Jeff, a tall, slim racehorse who carries himself with an air of unaffected elegance, was born in Manhattan and raised in Sayreville, New Jersey.

He doesn’t come from a musical family.

At least he doesn’t think so.


Adopted shortly after birth, Jeff doesn’t really know much about his biological parents.

Although his adoptive parents didn’t play musical instruments, they are fans of Broadway musicals and movie musicals and took Jeff, their only child, to see the outdoor productions at Plays-In-The-Parks in Edison, New Jersey.

“I was fascinated by the orchestra,” he says. “I liked ‘Peter and the Wolf,’ especially the cat melody, and I started playing the clarinet when I was 8 or 9.”

By the time Jeff was in high school, he wanted to play in rock and roll garage bands, but “there was no call for a clarinet,” he says and laughs. “I chose the bass because my two friends who were already in the band played guitar.”

Jeff also played the upright bass in the school’s string orchestra.

Photo by Nancy A. Ruhling
Jeff grew up in New Jersey.

“Playing both the bass and upright bass is like being a switch hitter in baseball,” he says, adding that he prefers the fretless electric bass, an instrument that requires precision playing to produce its silky smooth sound.

Although Jeff envisioned a career as a musician, he was realistic, figuring that if he didn’t pass the auditions at the conservatories where he wanted to study, he would major in math instead.

After earning a degree in jazz performance from Rutgers University, Jeff started getting gigs  immediately.

“I got to do a lot of classical music, too, and I wanted to perform, and you get a lot of work as a bass player,” he says.

Photo by Nancy A. Ruhling
He spent three years in Ethiopia.

To fill in the financial gaps, he did stints as a substitute teacher and gave private piano and guitar lessons.

In 2012, he moved from New Jersey to Astoria to attend New York University, where he earned a master’s degree in music in the hopes of someday becoming a college professor.
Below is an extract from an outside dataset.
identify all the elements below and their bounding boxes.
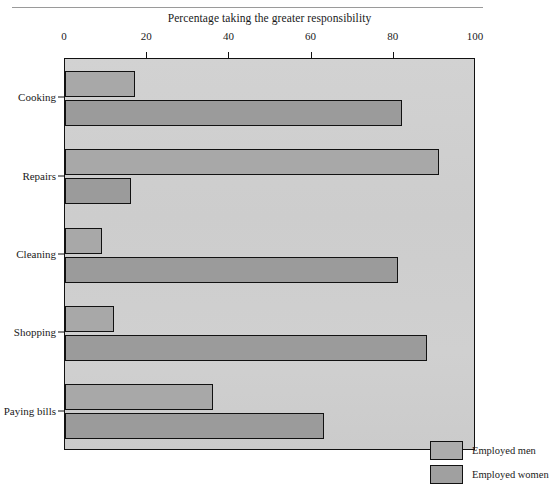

He and his basses continued to get steady work, but Jeff would soon be headed out of the country.

His girlfriend, then a student at Columbia University and now his wife, took a job in the Ethiopian capital of Addis Ababa, and Jeff and his instruments followed her.
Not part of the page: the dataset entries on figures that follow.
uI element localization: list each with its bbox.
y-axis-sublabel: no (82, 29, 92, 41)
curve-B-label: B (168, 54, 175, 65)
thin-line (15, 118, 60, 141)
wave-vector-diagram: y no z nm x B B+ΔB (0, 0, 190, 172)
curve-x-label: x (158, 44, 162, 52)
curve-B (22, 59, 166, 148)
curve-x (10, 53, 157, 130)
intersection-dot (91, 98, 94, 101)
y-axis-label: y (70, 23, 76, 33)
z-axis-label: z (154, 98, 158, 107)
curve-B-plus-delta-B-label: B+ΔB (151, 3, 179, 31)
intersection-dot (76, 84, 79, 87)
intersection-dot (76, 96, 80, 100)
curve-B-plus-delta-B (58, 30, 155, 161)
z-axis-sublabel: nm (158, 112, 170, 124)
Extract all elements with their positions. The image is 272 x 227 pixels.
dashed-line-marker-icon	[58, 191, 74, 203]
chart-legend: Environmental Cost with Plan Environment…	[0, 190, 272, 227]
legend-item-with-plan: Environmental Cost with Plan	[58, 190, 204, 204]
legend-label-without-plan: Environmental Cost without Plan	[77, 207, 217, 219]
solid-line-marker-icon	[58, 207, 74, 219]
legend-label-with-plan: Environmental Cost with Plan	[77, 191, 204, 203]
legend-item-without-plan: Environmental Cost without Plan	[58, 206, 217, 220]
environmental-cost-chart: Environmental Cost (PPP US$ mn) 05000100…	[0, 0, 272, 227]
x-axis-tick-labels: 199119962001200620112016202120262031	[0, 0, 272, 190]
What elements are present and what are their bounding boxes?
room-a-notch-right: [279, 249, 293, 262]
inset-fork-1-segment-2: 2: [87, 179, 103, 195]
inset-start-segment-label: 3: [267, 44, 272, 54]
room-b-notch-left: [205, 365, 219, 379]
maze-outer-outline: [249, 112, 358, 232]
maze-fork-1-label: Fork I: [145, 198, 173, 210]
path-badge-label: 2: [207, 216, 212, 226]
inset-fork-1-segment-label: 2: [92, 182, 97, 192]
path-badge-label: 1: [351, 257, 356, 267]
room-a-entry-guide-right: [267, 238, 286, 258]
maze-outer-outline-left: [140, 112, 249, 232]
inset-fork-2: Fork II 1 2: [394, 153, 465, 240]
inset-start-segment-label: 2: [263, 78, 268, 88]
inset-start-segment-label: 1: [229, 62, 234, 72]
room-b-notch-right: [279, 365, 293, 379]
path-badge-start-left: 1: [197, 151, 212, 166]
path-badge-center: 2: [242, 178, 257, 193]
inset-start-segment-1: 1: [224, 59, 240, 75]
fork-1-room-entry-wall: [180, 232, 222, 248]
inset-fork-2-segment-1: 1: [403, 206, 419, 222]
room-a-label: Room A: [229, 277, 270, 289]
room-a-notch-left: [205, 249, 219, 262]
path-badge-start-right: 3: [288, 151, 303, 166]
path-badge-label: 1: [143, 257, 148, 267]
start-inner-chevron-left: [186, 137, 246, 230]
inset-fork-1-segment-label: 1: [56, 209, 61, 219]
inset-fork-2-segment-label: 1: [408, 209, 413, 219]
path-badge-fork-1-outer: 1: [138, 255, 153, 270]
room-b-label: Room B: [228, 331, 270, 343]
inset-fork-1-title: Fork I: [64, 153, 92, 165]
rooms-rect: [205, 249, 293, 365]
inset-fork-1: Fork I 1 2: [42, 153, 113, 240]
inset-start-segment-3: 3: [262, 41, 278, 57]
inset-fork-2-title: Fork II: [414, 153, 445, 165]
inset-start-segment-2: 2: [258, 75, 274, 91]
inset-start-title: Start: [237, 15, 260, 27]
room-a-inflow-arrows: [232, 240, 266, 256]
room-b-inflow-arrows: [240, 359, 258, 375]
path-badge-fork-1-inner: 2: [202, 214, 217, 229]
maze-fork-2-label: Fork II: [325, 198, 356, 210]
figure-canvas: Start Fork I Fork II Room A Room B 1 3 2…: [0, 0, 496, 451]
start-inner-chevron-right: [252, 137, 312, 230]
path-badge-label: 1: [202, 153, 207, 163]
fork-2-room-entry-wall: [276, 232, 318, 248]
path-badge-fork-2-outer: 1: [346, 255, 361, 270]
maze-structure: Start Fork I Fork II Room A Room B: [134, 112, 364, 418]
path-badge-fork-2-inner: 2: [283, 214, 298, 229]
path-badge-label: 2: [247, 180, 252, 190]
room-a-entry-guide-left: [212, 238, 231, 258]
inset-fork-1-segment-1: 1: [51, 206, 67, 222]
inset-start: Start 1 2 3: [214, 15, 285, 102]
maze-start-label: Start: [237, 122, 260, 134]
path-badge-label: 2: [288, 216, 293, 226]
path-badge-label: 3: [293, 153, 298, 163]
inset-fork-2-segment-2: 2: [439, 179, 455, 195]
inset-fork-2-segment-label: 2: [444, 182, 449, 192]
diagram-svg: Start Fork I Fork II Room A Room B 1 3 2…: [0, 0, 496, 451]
It was, he says, a profound experience.

Between teaching and gigging and hosting a radio program about jazz, “I really was busy, and I was playing Ethiopian music as well as jazz.”
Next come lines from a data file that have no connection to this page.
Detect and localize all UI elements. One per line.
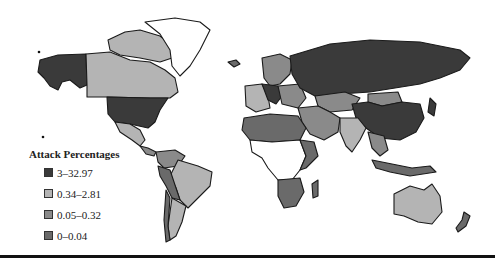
legend-title: Attack Percentages [29,148,148,160]
region-indonesia [372,160,436,176]
region-japan [428,98,436,116]
legend-swatch [44,210,53,219]
map-legend: Attack Percentages 3–32.97 0.34–2.81 0.0… [28,148,148,250]
region-scandinavia [262,54,292,86]
legend-swatch [44,189,53,198]
legend-item-low: 0–0.04 [44,229,148,242]
world-map-figure: Attack Percentages 3–32.97 0.34–2.81 0.0… [0,0,495,258]
region-madagascar [312,180,318,198]
legend-swatch [44,168,53,177]
region-argentina [168,198,186,240]
legend-label: 0.34–2.81 [57,188,101,200]
island-marker [38,51,41,54]
region-chile [164,190,170,242]
region-central-africa [250,140,306,180]
legend-item-high: 3–32.97 [44,166,148,179]
island-marker [42,136,45,139]
region-iceland [228,60,240,67]
region-alaska [38,54,87,90]
legend-label: 3–32.97 [57,167,93,179]
legend-label: 0.05–0.32 [57,209,101,221]
region-southern-africa [278,178,304,208]
legend-label: 0–0.04 [57,230,87,242]
legend-item-medium-high: 0.34–2.81 [44,187,148,200]
region-russia [290,40,470,96]
region-north-africa [242,114,306,142]
legend-item-medium-low: 0.05–0.32 [44,208,148,221]
legend-swatch [44,231,53,240]
region-australia [394,184,442,224]
region-india [340,118,366,152]
region-new-zealand [456,212,470,232]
After three years abroad and releasing an album, Jeff returned to Astoria in 2019.

He set up a music room in his apartment’s second bedroom – “I’m very careful about the hours I practice so I don’t disturb my neighbors” — and has been working constantly ever since.

Photo by Nancy A. Ruhling
Jeff teaches at the New York Jazz Academy.

In addition to performing, composing and giving private lessons, he teaches at the New York Jazz Academy.

“It’s better than it’s ever been,” he says, “because I’ve had steady work, and the quality of the work is better. I love working with great artists, especially those who are older and better than I am.”

Jeff hopes at some point to go on tour again.

“Now, I’m hustling as a sideman, but I’m also writing music for a hollow-body fretless bass,” he says. “It’s a unique instrument that has a singing quality. It’s the dream instrument I had in my head.”